The choice of the place was hardly accidental. The metropolis with over two million inhabitants had been struggling with a difficult housing situation for years; many families, often multi-generational, havd to fit into one room, with a kitchen and a toilet in the yard. Most of the houses had no sewage system and no heating at all, and there was no law protecting the tenant6. Meanwhile, Schulz moved in with his older sister and nephew to a historic tenement house7, lived in close proximity to Dr. Sigmund Freud8 and the baroque Lichtenstein Palace*9, which contained one of the most valuable art collections in the world.
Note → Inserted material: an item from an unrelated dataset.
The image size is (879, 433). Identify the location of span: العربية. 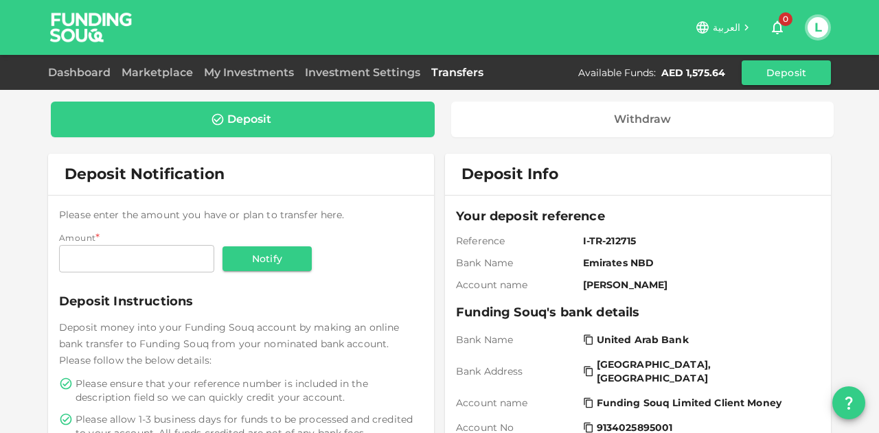
(727, 27).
It is not known what the no. 7 apartment on the second floor looked like – and whether, apart from his sister and nephew, he had to share it with other tenants10 – but taking into account the location and size of the house with a total area of seven hundred metres, it can be assumed that it should have been equipped with at least a living room, a dining room, a library and a toilet in the corridor typical for this building, intended for use by all residents.
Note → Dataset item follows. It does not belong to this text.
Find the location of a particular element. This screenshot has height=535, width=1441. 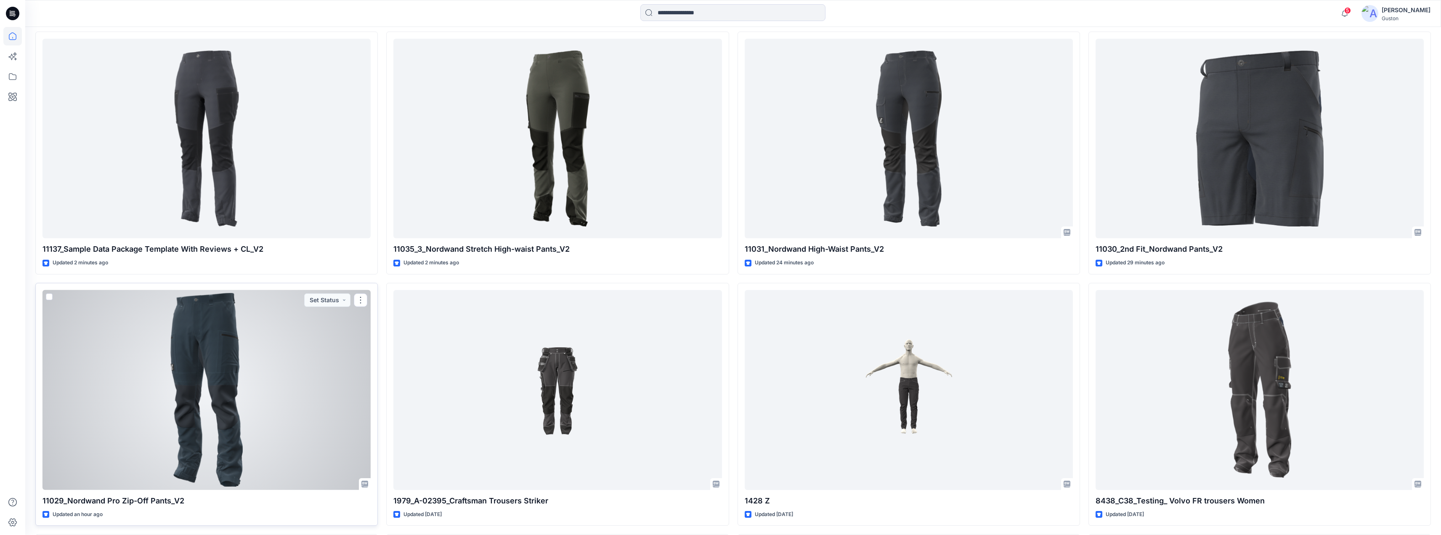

Alsergrund was a district of wealthy bourgeoisie, the annual price for renting a luxury apartment there could even reach 25,000 krone11. It is impossible to determine the amount of Schulz’s rental fee, but there is no doubt that someone had to support all three financially. Izydor, his elder brother – an officer of the Imperial-Royal army who supervised the construction of fortifications12 – resided in the Gross-Jedlersdorf district13, and his mother’s cousin, uncle Jonasz – the owner of a sawmill in Truskawiec and co-manager of the spirits company in Drogobych – lived in the nearby Karolinagasse. Presumably only thanks to their help, Schulz’s fate as a refugee was incomparably better than that of thousands of other people. (js) (transl. ms)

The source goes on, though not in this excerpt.